Three Fundamental & Powerful Ideas to Improve Your Pricing
Pricing Pointers, Issue #64
Ditching a single, fixed price for a tiered menu allows you to capture hidden profits from high-value buyers while welcoming budget-conscious customers through clear value trade-offs.
Over the past year of publishing my Pricing Pointers newsletter, I’ve shared dozens of practical pricing insights and tactics. But there are three fundamental and powerful ideas that stand out. They will make you think differently about pricing your product or service.
If you’re a long-time reader of Pricing Pointers, these ideas may sound familiar. That’s by design. Having spent years teaching economics in a college classroom, I learned that you can never repeat the really important stuff too often. So, let’s revisit these three core pillars and see how you can apply them to your business today.
Lesson 1: Stop searching for the perfect price
The value of any product or service is subjective and contextual, meaning that a single asking price is inherently flawed.
When you set one uniform price, you create two distinct types of lost profits:
Undercharging high-value customers: Those who would willingly pay more (if they had to) are left undercharged, leaving significant revenue on the table.
Pricing out budget buyers: Price-sensitive buyers are shut out entirely, even though you could serve many of them profitably.
A single price is a one-size-fits-none strategy that is too high for some and too low for others. So, you must move past the hunt for a single number and start designing a range of choices.
This shift acknowledges the fact that different people are willing to pay different prices for the same thing.
In fact, the same person is willing to pay different prices for the same thing (think of buying a bottle of water at a grocery store versus buying one on a hot day at a music festival)!
By offering a range of prices, and meeting buyers where they are, you ensure your business harvests more of the value you’re creating in the marketplace.
Lesson 2: Use a tiered price menu
Tiered pricing allows customers to sort themselves based on their own needs and budgets.

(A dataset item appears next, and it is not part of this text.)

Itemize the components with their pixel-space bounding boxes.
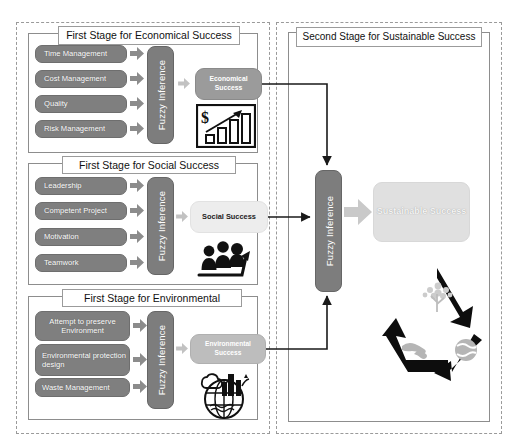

A good tiered price menu empowers buyers to choose the level of impact they want to buy.
A three-tiered structure is particularly effective because it uses a psychological principle known as extremeness aversion. Most buyers avoid the lowest- and highest-priced options to stay in a safe middle ground. This makes your middle tier appear to be a reasonable compromise between price and performance. That is, between paying too much and paying too little.
To ensure your options present a clear hierarchy of value, you can use something I call the “Everything and More” rule. Each tier includes everything the tier below has, plus something more.
The “something more” is a distinct, valuable enhancement that makes it easy for a buyer to see the benefits of upgrading their purchase versus the additional amount they’ll have to pay.
Likewise, it makes it easy for them to see what they’ll sacrifice if they choose a cheaper tier.
Lesson 3: Require a trade-off for every price reduction
But how do you stop your highest-paying clients from simply opting for those lower, stripped-down tiers?
The answer is to use price fences. These are conditions that buyers must meet to qualify for a lower price. You must force a trade-off where a customer receives a lower price only if they give something up or perform a beneficial action.
“I’ll accept a lower price per unit if you do something for me.” That “something” could mean accepting a lower level of quality. It might mean paying for or using the item at a less desirable time or place. Or, it could require placing a larger order—either for the same item or a combination of different items.
In essence, you give every buyer the opportunity to pay less. But some buyers won’t find it in their self-interest to make the necessary trade-off. This is what keeps all of your buyers from crowding into your lowest-priced tier.
A New Lens on Pricing
At the start of this article, I promised that these three fundamental pillars would make you think differently about how you price your offers.
By letting go of the hunt for a single “perfect” number, designing a tiered price menu, and protecting your margins with strategic trade-offs, you stop leaving revenue on the table and align your prices with the real value you deliver.